2024 Election Results: Arizona Prop 133: DEFEATED
2024 Election Results: Arizona Prop 136: DEFEATED
2024 Election Results: Arizona Prop 140: DEFEATED
Arizona Proposition 136 – Pre-Election Initiative Challenges
Vote Yes!
Arizona Proposition 133
Vote YES!
Arizona Proposition 140
Vote NO!
Arizona Proposition 136 – Pre-Election Initiative Challenges
Vote Yes!
Yes Vote
- Empowers any person to challenge the constitutionality of a proposed measure/initiative before it appears on the ballot.
- Ends wait time until risky ballot measures are on the ballot and passes.
- Immediate challenges will saving time and efforts to stop measures that are clearly unconstitutional at their inception.
- Allows Arizona Supreme Court to make a ruling on constitutionality BEFORE the measure appears on the ballot.
- Currently the Courts do not feel they have the legal ability to decide ahead of ballot vote.
- Proposition 136 will give them the power to make a decision early and efficiently.
- For more clarity on this measure, and all other ballot measures in Arizona – go to https://youtu.be/sAmV-oApAtw and https://www.ivoteaz.org/
No Vote
- Cannot challenge the ballot measure before it is on ballot and becomes law.
- Courts will maintain their position of “hands tied” even when the ballot measure is clearly unconstitutional.
- Yes Vote – supports amend. Which means
- Requires primary election for partisan offices;
- prohibits/stops primaries where all parties run in same primary, regardless of party affiliation, such as top-two, top-four primaries; AND
- State’s primary election law supersedes local ordinances.
- No Vote – stops the AZ Consti. Amendment and maintains the status quo on primary election laws.
- Support/YES vote
Arizona Proposition 140 – “The Single Primary for All Candidates and Possible RCV General Election Initiative”
- Yes Vote – Requires candidates to receive the “majority of votes” in general elections.
- Majority of votes systems – an electoral system where a candidate who receives more than half the votes wins.
- If no candidate gets at least half/50% then there is a runoff election for the top two vote earning candidates. Often called two round systems.
- REQUIRES the use of RANKED CHOICE VOTING in general elections when three or more candidates advance from the primaries (for one-winner elections);
- Replaces “partisan” primaries, in which candidates regardless of party affiliation appear on a single ballot and a certain number advance to the general election, such as top two, top four primaries.
- Prohibits the use of public funds to administer “PARTISAN” PRIMARIES at the federal, state and local levels, except presidential preference primaries that include independents to participate.
- No Vote – Opposes and therefore:
- Arizona will keep semi-closed partisan primaries which means the candidate who receives the most votes advances to the general election to compete against other parties nominee;
- Arizona will keep a “plurality vote system” in which the candidate who receives the highest number of votes is elected to the office.
- Plurality Voting system – the candidate who receives the highest number of the votes, wins the election. No candidate must win a “majority” or over 50% vote to win. Just the highest number wins. “Winner takes all” or “first past the post wins” are terms often used for this voting system.
- Oppose – Vote No
- Go to page 5 HERE to read Proposition 140.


*YOUR OBJECTIVE*: Each line of the records that holds "tick" should be shown in full.

**** THE RECORDS ****

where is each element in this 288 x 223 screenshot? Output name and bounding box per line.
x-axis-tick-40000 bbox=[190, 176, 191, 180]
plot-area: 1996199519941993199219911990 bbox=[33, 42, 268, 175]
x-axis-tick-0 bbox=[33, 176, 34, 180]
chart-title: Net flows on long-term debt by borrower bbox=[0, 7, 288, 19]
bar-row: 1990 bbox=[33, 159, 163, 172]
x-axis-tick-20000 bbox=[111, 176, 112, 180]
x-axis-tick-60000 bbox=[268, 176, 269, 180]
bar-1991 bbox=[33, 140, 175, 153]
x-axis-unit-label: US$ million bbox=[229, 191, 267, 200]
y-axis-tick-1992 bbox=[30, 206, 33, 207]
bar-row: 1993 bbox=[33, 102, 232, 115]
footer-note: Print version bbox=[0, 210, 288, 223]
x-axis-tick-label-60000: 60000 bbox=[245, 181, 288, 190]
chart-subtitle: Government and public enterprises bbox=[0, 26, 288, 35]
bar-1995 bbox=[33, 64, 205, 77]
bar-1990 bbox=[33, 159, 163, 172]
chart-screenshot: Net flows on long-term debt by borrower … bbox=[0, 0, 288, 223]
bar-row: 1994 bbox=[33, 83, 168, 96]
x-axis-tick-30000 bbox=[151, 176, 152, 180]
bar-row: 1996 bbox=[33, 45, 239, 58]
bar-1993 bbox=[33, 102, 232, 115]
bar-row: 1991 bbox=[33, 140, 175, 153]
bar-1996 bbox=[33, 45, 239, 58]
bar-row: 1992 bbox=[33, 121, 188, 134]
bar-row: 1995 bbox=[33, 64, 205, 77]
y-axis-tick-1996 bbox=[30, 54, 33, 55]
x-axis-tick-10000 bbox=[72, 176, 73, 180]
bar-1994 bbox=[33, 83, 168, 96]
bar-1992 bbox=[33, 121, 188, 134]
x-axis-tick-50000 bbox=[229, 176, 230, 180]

****

*EXPECTED ANSWER*:
x-axis-tick-40000 bbox=[190, 176, 191, 180]
x-axis-tick-0 bbox=[33, 176, 34, 180]
x-axis-tick-20000 bbox=[111, 176, 112, 180]
x-axis-tick-60000 bbox=[268, 176, 269, 180]
y-axis-tick-1992 bbox=[30, 206, 33, 207]
x-axis-tick-label-60000: 60000 bbox=[245, 181, 288, 190]
x-axis-tick-30000 bbox=[151, 176, 152, 180]
y-axis-tick-1996 bbox=[30, 54, 33, 55]
x-axis-tick-10000 bbox=[72, 176, 73, 180]
x-axis-tick-50000 bbox=[229, 176, 230, 180]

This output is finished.